(Bloomberg) --

Twenty-two years ago, Chelsea Sexton was laid off from one of her first jobs: General Motors had tasked her and a small group of 20-somethings to help bring the first modern electric vehicle, the EV1, to market.

When GM killed the electric car, it jump-started Sexton’s career of activism. She featured in the famous documentary chronicling the EV1’s demise, then consulted on its more upbeat sequel. She consulted automakers and utilities on going electric, co-founded the consumer advocacy organization Plug In America and advised a venture capital firm to place an early bet on a little company called Tesla.

Today, Sexton has a big job helping dole out billions of dollars worth of US Energy Department loans to companies driving the next phase of the transition to sustainable transportation.
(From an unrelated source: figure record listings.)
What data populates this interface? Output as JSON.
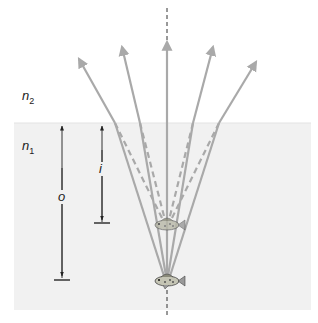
{
  "diagram": {
    "type": "refraction-apparent-depth",
    "media": {
      "upper": {
        "label_base": "n",
        "label_sub": "2"
      },
      "lower": {
        "label_base": "n",
        "label_sub": "1"
      }
    },
    "dimensions": {
      "object_distance": {
        "label": "o"
      },
      "image_distance": {
        "label": "i"
      }
    },
    "colors": {
      "ray": "#a9a9a9",
      "water": "#f1f1f1",
      "normal_line": "#333333",
      "dimension_line": "#333333"
    },
    "rays": {
      "count": 5,
      "solid_refracted": "rays bend at surface away from normal",
      "dashed_extrapolated": "back-extensions converge on virtual image"
    },
    "objects": [
      {
        "name": "fish-object",
        "role": "real object"
      },
      {
        "name": "fish-image",
        "role": "apparent (virtual) image"
      }
    ]
  }
}
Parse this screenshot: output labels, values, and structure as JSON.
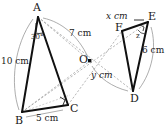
{
  "figure": {
    "background_color": "#ffffff",
    "stroke_color": "#1a1a1a",
    "dash_color": "#9a9a9a",
    "arc_color": "#8a8a8a",
    "vertices": [
      {
        "id": "A",
        "label": "A",
        "x": 38,
        "y": 17
      },
      {
        "id": "B",
        "label": "B",
        "x": 22,
        "y": 112
      },
      {
        "id": "C",
        "label": "C",
        "x": 68,
        "y": 105
      },
      {
        "id": "O",
        "label": "O",
        "x": 90,
        "y": 61
      },
      {
        "id": "D",
        "label": "D",
        "x": 133,
        "y": 91
      },
      {
        "id": "E",
        "label": "E",
        "x": 148,
        "y": 22
      },
      {
        "id": "F",
        "label": "F",
        "x": 122,
        "y": 31
      }
    ],
    "measurements": [
      {
        "id": "side-ab",
        "label": "10 cm",
        "value": 10,
        "unit": "cm",
        "segment": "AB"
      },
      {
        "id": "side-bc",
        "label": "5 cm",
        "value": 5,
        "unit": "cm",
        "segment": "BC"
      },
      {
        "id": "seg-ao",
        "label": "7 cm",
        "value": 7,
        "unit": "cm",
        "segment": "AO"
      },
      {
        "id": "seg-od",
        "label": "y cm",
        "value": "y",
        "unit": "cm",
        "segment": "OD"
      },
      {
        "id": "side-fe",
        "label": "x cm",
        "value": "x",
        "unit": "cm",
        "segment": "FE"
      },
      {
        "id": "side-ed",
        "label": "6 cm",
        "value": 6,
        "unit": "cm",
        "segment": "ED"
      }
    ],
    "angles": [
      {
        "id": "angle-a",
        "label": "30",
        "symbol": "°",
        "at": "A",
        "text": "30°"
      },
      {
        "id": "angle-z",
        "label": "z",
        "at": "E",
        "text": "z"
      }
    ],
    "right_angles": [
      {
        "id": "right-angle-c",
        "at": "C"
      },
      {
        "id": "right-angle-e",
        "at": "E"
      }
    ],
    "solid_edges": [
      "AB",
      "BC",
      "CA",
      "FE",
      "ED",
      "DF"
    ],
    "dashed_rays": [
      "AO",
      "OD",
      "BO",
      "OE",
      "CO",
      "OF",
      "AC-dash",
      "BC-dash"
    ]
  }
}
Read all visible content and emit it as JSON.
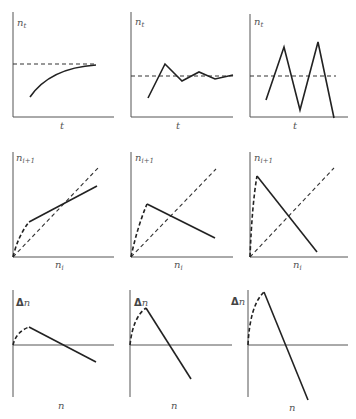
{
  "figure": {
    "rows": [
      {
        "name": "time-series",
        "y_label": "n",
        "y_label_sub": "t",
        "x_label": "t",
        "panels": [
          {
            "behavior": "monotonic damped approach to equilibrium"
          },
          {
            "behavior": "damped oscillations"
          },
          {
            "behavior": "diverging oscillations"
          }
        ]
      },
      {
        "name": "recruitment-curves",
        "y_label": "n",
        "y_label_sub": "i+1",
        "x_label": "n",
        "x_label_sub": "i",
        "panels": [
          {
            "behavior": "shallow negative slope beyond peak"
          },
          {
            "behavior": "moderate negative slope"
          },
          {
            "behavior": "steep negative slope"
          }
        ]
      },
      {
        "name": "change-curves",
        "y_label_delta": "Δ",
        "y_label": "n",
        "x_label": "n",
        "panels": [
          {
            "behavior": "small slope"
          },
          {
            "behavior": "medium slope"
          },
          {
            "behavior": "large slope"
          }
        ]
      }
    ],
    "colors": {
      "axis": "#555555",
      "line": "#222222",
      "label": "#555555"
    }
  }
}
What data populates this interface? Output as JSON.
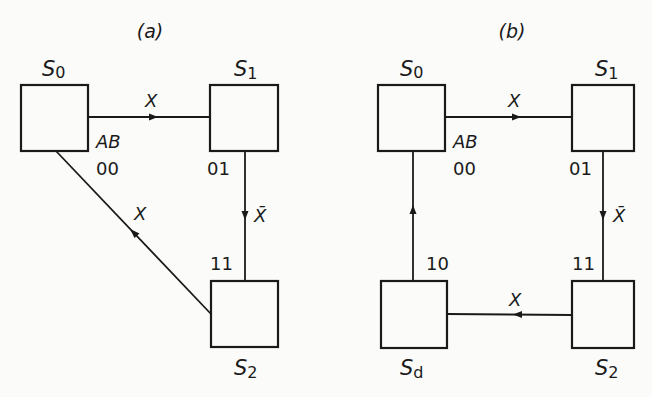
{
  "figure": {
    "panels": [
      {
        "id": "a",
        "caption": "(a)",
        "header": "AB",
        "states": [
          {
            "name": "S",
            "sub": "0",
            "code": "00"
          },
          {
            "name": "S",
            "sub": "1",
            "code": "01"
          },
          {
            "name": "S",
            "sub": "2",
            "code": "11"
          }
        ],
        "transitions": [
          {
            "from": "S0",
            "to": "S1",
            "label": "X"
          },
          {
            "from": "S1",
            "to": "S2",
            "label": "X̄"
          },
          {
            "from": "S2",
            "to": "S0",
            "label": "X"
          }
        ]
      },
      {
        "id": "b",
        "caption": "(b)",
        "header": "AB",
        "states": [
          {
            "name": "S",
            "sub": "0",
            "code": "00"
          },
          {
            "name": "S",
            "sub": "1",
            "code": "01"
          },
          {
            "name": "S",
            "sub": "2",
            "code": "11"
          },
          {
            "name": "S",
            "sub": "d",
            "code": "10"
          }
        ],
        "transitions": [
          {
            "from": "S0",
            "to": "S1",
            "label": "X"
          },
          {
            "from": "S1",
            "to": "S2",
            "label": "X̄"
          },
          {
            "from": "S2",
            "to": "Sd",
            "label": "X"
          },
          {
            "from": "Sd",
            "to": "S0",
            "label": ""
          }
        ]
      }
    ]
  }
}
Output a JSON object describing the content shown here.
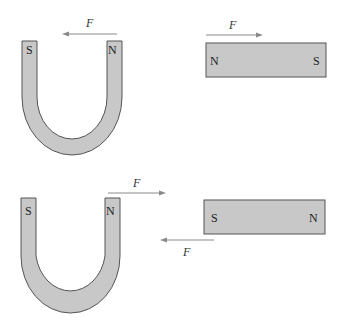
{
  "diagram": {
    "panels": [
      {
        "id": "top",
        "horseshoe": {
          "left_pole": "S",
          "right_pole": "N"
        },
        "bar": {
          "left_pole": "N",
          "right_pole": "S"
        },
        "forces": [
          {
            "label": "F",
            "on": "horseshoe",
            "direction": "left"
          },
          {
            "label": "F",
            "on": "bar",
            "direction": "right"
          }
        ]
      },
      {
        "id": "bottom",
        "horseshoe": {
          "left_pole": "S",
          "right_pole": "N"
        },
        "bar": {
          "left_pole": "S",
          "right_pole": "N"
        },
        "forces": [
          {
            "label": "F",
            "on": "horseshoe",
            "direction": "right"
          },
          {
            "label": "F",
            "on": "bar",
            "direction": "left"
          }
        ]
      }
    ],
    "colors": {
      "magnet_fill": "#c8c8c8",
      "magnet_stroke": "#555555",
      "arrow": "#8a8a8a"
    }
  }
}
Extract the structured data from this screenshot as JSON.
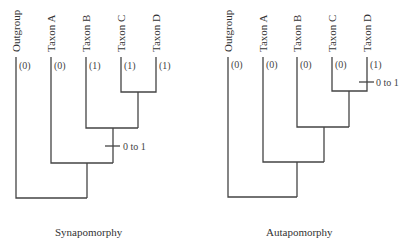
{
  "panels": [
    {
      "caption": "Synapomorphy",
      "taxa": [
        "Outgroup",
        "Taxon A",
        "Taxon B",
        "Taxon C",
        "Taxon D"
      ],
      "states": [
        "(0)",
        "(0)",
        "(1)",
        "(1)",
        "(1)"
      ],
      "change_label": "0 to 1",
      "change_location": "branch leading to clade (Taxon B, Taxon C, Taxon D)"
    },
    {
      "caption": "Autapomorphy",
      "taxa": [
        "Outgroup",
        "Taxon A",
        "Taxon B",
        "Taxon C",
        "Taxon D"
      ],
      "states": [
        "(0)",
        "(0)",
        "(0)",
        "(0)",
        "(1)"
      ],
      "change_label": "0 to 1",
      "change_location": "terminal branch of Taxon D"
    }
  ],
  "colors": {
    "line": "#444444",
    "text": "#333333"
  }
}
She spoke with authority alongside CEOs and senior policymakers at the BNEF Summit in San Francisco this week about just how much impetus there is now for America’s electric vehicle industry to succeed.

“I’ve been watching things grow incrementally for a very long time,” Sexton said onstage Monday. “The momentum pickup in the last year has been really surprising, as well as the sudden focus on supply chain, and specifically the domestic supply chain. The number of folks talking about JVs and onshoring is very different than even just a couple of years ago.”
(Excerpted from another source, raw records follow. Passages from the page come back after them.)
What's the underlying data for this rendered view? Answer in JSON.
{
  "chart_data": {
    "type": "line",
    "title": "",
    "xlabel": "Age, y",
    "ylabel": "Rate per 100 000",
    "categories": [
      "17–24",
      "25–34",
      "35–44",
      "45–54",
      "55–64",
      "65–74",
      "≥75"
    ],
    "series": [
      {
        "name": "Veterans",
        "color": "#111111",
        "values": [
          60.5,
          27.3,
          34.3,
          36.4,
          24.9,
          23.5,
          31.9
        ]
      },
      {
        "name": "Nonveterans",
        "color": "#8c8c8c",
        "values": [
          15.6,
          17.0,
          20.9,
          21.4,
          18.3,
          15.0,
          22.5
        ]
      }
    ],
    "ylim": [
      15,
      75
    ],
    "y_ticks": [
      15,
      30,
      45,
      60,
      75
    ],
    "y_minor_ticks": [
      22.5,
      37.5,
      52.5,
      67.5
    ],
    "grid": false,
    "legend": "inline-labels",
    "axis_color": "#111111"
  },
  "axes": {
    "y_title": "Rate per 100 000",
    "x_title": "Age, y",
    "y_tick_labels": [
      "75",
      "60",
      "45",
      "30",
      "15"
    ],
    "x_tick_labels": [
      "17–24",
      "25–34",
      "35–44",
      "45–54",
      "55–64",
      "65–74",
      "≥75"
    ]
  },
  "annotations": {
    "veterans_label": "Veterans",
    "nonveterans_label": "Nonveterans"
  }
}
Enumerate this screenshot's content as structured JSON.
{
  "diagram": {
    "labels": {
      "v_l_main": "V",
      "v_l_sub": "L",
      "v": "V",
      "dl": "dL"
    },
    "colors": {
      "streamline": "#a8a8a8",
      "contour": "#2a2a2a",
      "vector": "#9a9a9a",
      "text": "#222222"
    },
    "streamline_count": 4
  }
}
The DOE’s loan office is remembered for money issued to automakers including Ford, Nissan and Tesla during the Obama administration. The amounts involved then were chump change compared to the $370 billion in investments the US will make in energy and climate programs over the next decade under the Inflation Reduction Act.

Included within that is about $11.7 billion for the DOE’s Loans Program Office, which hadn’t cut a check through the Advanced Technology Vehicles Manufacturing Loan Program since 2011. In June, DOE announced its first such loan in more than a decade, sending $102.1 million to Syrah Technologies, the first battery-grade natural graphite active anode material supplier in the US.
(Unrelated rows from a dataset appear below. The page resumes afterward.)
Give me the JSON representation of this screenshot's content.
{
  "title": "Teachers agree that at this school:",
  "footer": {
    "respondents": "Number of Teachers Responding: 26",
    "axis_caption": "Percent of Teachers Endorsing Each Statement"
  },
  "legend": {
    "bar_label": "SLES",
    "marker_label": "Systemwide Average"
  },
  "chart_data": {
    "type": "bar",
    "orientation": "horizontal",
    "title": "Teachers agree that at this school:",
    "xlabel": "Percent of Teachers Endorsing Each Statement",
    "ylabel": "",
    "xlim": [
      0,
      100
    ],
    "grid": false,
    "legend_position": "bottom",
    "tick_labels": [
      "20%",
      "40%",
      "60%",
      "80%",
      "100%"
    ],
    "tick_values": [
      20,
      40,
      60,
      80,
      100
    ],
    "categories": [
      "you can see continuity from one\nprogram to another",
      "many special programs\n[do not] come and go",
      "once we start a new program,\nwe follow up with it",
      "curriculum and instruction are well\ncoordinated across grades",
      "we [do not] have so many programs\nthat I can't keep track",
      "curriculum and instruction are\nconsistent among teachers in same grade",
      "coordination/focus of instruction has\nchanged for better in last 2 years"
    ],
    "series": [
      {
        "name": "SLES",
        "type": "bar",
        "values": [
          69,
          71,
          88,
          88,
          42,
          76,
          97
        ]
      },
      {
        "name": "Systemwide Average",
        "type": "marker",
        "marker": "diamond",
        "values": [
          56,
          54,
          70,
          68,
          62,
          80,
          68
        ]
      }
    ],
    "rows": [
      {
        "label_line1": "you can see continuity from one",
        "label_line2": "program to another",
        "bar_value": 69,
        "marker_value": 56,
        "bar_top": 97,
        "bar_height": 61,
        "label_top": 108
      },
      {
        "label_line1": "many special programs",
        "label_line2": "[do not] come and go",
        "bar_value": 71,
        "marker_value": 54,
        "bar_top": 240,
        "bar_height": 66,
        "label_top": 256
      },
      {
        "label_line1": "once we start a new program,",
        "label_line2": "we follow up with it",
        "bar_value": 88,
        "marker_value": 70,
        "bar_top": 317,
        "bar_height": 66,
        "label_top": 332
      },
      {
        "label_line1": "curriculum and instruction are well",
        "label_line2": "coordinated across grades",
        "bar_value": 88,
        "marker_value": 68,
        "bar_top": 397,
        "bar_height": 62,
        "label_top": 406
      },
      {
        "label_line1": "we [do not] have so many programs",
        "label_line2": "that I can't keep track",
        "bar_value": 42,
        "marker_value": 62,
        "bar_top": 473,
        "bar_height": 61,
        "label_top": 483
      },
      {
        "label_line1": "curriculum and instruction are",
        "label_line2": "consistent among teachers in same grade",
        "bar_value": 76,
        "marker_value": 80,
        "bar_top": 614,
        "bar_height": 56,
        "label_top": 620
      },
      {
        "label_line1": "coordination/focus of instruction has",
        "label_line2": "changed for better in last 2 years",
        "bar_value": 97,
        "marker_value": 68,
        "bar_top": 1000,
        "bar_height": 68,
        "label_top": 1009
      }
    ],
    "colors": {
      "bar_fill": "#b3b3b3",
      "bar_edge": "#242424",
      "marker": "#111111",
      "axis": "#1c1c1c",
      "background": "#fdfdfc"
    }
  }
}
“We are very quickly finding that a program that was once known for making cars is actually more of a component and supply chain program now,” Sexton said.

Of course, the work DOE is doing is just one corner of what will be a broad and immensely challenging effort to actually execute what the IRA set out to do: confront what is an existential climate crisis in a way that creates US jobs and economic opportunities.

It won’t be easy. Mary Nichols, the former chair of California’s powerful Air Resources Board, spoke during the same panel as Sexton about the “dirty, ugly business” of  mining metals for electric-vehicle batteries, and the “even dirtier, uglier business” of refining those materials, noting that such projects often are gummed up by community opposition and drawn-out permitting processes.

She’s also concerned about the extent to which electric cars are becoming part of the US culture wars. If one of former President Donald Trump’s stump speeches this weekend was any guide, Republicans see it in their political interest to rail against real or imagined attempts to mandate gas stoves and cars.

Encouragingly, progress is being made off the campaign trail and conference circuit — including by the very company that made the regrettable decision to pull the plug on an EV two decades ago.

On Tuesday, GM announced what it billed as the biggest-ever investment by an automaker to produce battery raw materials, putting $650 million into developing the US’s largest lithium deposit.

America still has quite a ways to go in its electric journey, but it’s come a long way since Sexton was without work.